Every year, at 5 p.m. on this day, alarm sirens are heard on the streets of Warsaw. The city comes to a halt. In holding a minute of silence, Warsaw residents pay tribute to the fallen insurgents and those who survived.
Every year, events commemorating the rising are held in various parts of Poland, but the capital marks the beginning of the rising in the most unique way, through ‘W-Hour’ at 5 p.m. At this moment, alarm sirens are activated and a one-minute continuous signal is sounded. Public transport, cars and residents of Warsaw stop in their tracks to pay tribute to the insurgents and murdered residents of the city.
The Warsaw Rising broke out on August 1, 1944 and lasted 63 days until October 3, 1944. It was the biggest freedom surge in the history of World War II. Almost 50,000 Home Army insurgents faced the might of the German forces occupying the capital of Poland since 1939.

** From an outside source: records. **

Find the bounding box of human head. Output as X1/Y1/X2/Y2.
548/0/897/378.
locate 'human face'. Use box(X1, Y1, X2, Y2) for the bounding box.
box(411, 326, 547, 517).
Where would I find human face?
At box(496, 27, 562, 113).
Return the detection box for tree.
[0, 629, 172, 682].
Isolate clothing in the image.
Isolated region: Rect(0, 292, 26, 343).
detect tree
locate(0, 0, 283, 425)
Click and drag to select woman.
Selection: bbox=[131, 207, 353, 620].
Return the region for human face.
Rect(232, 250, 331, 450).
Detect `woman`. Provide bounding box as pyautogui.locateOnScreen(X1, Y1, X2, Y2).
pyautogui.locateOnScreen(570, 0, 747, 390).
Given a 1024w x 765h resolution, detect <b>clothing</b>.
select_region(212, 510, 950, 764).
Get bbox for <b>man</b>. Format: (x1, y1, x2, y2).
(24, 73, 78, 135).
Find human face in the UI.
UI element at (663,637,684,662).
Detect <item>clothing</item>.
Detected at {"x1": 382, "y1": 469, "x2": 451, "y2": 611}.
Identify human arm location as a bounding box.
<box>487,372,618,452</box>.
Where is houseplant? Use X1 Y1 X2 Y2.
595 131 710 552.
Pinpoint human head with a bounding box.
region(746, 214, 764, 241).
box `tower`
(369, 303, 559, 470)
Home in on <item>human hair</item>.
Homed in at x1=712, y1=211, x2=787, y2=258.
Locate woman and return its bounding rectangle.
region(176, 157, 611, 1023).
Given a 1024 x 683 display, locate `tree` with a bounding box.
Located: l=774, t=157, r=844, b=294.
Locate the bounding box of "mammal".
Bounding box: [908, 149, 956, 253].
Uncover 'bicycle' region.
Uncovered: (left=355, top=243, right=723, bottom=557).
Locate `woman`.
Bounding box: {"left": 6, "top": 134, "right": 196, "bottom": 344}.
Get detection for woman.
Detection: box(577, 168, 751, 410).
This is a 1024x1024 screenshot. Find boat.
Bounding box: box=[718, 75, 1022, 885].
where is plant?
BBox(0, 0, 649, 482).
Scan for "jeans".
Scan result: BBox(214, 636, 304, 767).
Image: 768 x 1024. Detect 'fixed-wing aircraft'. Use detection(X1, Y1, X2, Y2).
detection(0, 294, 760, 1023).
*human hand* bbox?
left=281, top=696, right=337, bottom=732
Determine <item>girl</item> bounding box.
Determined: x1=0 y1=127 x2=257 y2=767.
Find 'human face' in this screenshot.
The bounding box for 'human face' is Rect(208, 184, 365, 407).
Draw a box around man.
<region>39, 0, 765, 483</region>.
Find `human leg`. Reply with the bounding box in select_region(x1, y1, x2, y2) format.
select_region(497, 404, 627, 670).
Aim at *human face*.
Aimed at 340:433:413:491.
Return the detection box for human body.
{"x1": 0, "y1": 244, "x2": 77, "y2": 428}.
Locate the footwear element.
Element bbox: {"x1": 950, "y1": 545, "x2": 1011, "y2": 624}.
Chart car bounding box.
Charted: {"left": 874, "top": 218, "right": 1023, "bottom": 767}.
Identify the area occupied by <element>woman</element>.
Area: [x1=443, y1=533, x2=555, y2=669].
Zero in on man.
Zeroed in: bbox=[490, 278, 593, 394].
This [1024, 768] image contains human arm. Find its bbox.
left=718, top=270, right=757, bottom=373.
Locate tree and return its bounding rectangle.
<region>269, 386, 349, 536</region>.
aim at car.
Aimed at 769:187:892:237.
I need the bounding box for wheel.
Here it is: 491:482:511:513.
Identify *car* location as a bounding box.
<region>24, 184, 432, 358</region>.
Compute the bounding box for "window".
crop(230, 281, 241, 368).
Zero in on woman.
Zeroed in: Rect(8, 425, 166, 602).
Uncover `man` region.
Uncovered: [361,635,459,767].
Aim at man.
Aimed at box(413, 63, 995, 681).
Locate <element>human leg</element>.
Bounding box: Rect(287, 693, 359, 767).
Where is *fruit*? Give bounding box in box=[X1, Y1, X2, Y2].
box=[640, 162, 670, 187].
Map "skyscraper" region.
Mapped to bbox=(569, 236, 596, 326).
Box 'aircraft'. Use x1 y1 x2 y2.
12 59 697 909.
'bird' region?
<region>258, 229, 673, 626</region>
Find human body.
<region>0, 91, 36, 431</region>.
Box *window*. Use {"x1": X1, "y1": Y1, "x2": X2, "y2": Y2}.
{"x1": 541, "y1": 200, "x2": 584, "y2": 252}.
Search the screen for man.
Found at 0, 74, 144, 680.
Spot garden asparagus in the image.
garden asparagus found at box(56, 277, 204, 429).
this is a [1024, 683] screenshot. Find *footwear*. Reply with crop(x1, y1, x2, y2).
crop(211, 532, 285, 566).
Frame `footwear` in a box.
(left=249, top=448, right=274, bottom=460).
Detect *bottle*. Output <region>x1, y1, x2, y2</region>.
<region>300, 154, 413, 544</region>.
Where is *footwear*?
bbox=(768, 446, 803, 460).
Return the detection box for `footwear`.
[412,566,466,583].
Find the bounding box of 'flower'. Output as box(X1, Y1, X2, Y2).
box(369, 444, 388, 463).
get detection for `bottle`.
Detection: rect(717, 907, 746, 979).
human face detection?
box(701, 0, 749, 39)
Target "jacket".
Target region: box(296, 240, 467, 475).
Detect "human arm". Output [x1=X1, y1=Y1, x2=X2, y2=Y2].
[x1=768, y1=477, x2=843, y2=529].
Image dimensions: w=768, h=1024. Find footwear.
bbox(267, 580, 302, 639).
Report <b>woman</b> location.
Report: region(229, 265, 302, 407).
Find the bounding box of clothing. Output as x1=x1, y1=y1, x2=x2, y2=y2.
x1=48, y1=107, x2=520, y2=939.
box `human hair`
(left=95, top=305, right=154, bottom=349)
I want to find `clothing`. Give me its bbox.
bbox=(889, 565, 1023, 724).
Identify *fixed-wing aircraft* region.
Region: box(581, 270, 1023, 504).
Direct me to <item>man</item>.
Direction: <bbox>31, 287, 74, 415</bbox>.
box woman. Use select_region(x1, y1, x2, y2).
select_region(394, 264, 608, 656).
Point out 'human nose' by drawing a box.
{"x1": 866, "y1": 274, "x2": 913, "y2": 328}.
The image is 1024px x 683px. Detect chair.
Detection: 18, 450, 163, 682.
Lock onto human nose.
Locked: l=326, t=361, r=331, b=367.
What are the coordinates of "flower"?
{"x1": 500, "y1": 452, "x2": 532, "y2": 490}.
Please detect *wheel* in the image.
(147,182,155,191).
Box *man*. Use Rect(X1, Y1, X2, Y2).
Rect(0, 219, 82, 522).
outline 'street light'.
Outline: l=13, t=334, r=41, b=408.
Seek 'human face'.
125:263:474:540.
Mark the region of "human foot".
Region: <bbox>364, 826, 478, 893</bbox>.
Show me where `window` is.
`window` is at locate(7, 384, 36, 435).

The passivity of the Soviet Red Army units stationed on the other side of the Vistula, and the degree to which the insurgents were outnumbered in their fight against the Nazis, led to death about 16,000 Home Army fighters and 150,000 Polish civilian victims. As a result, about 25 percent of Warsaw’s left-bank part was destroyed. Combined with the demolition carried out by the Germans until January 16, 1945, the German Nazis destroyed over 70 percent of residential buildings and 90 percent of historic buildings.